The general rule is that arguments are evaluated in order, from left to right, after which the resulting values are passed to the function being called. This is called "strict evaluation" and is what happens in your case: the predicate is evaluated first, then e1, then e2, and only after that the logic of your function is applied on these arguments (i.e. after e1 and e2 have already been evaluated, so there's no way of controlling it from within the function).
The strict evaluation order is inadequate for 'if', as you would want the 'then' and 'else' argument only to be evaluated when necessary.
(define (fib n) (if (< n 2) n (+ (fib (- n 1)) (fib (- n 2)))))(fib 10)
Using strict evaluation, the 'else'-part would be evaluated each time (as would the 'then'-part of course), regardless of the condition, and the function would go off computing fibonacci for n going into the far negative, and you've got yourself an infinite computation on your hands (at least until your computer runs out of resources).

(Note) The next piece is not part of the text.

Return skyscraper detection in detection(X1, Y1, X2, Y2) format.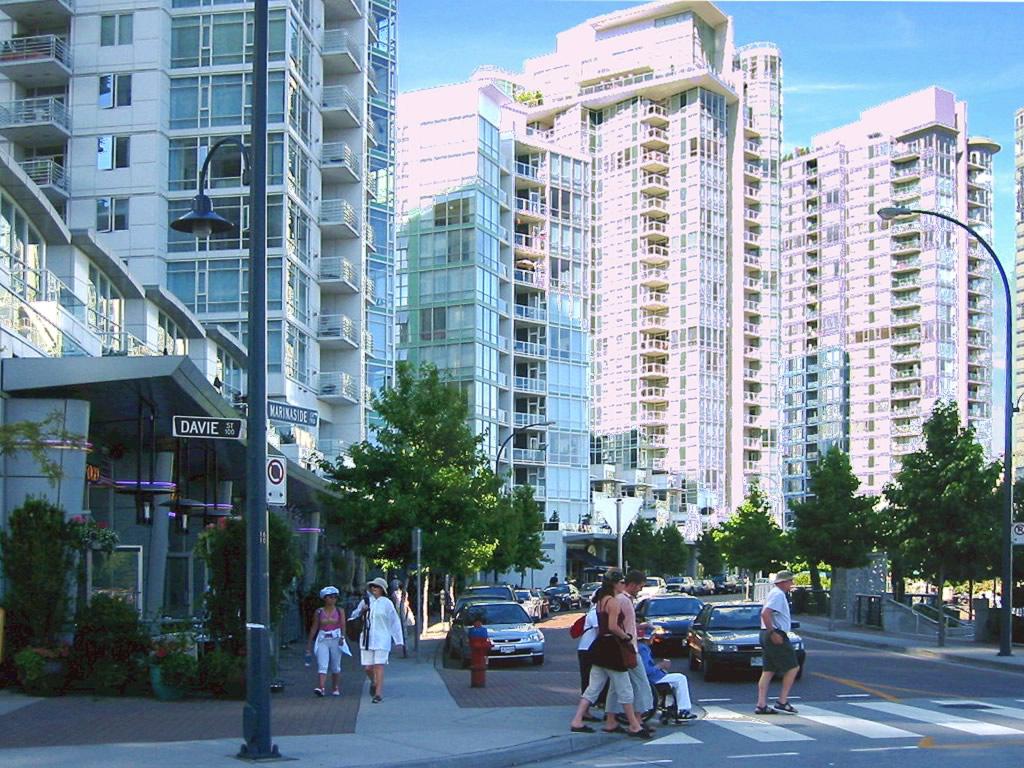
detection(784, 88, 1002, 627).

'if' needs to be "special", hence it has been promoted to one of the few "special forms" present in Scheme. These special forms have a different evaluation order, a non-strict one, where arguments are
not evaluated immediately, but only when necessary, which is exactly what we need in our case.
You can't add your own special forms (what is possible though, is to make use of macros, which allow you to fine-tune the evaluation order, but that is an advanced topic). Functions you define will always be subjected to the strict evaluation order, and hence it is impossible for you to define a new if (or cond, or while-loop, or any other concept that needs to control how many times its arguments are evaluated).
You can fake it though by manually wrapping expressions in lambda's each time:
(define (my-if pred then else) (if pred (then) (else)))(define (fib n) (my-if (< n 2) (lambda () n) (lambda () (+ (fib (- n 1)) (fib (- n 2))))))
but this is hardly elegant.
The reason the standard chose for strict evaluation order is possibly because it's the most efficient, most common and easiest to understand. Haskell is one of the few languages which strays from this path and offers non-strict evaluation by default, and it can afford that because of the language being purely functional. Using default non-strict evaluation in a language with side-effects would lead to chaos I'd guess.
If I remember correctly, a later chapter in SICP will be discussing an interpreter for a variant of Scheme where you can explicitly control the evaluation strategy for each of the arguments of a function you define.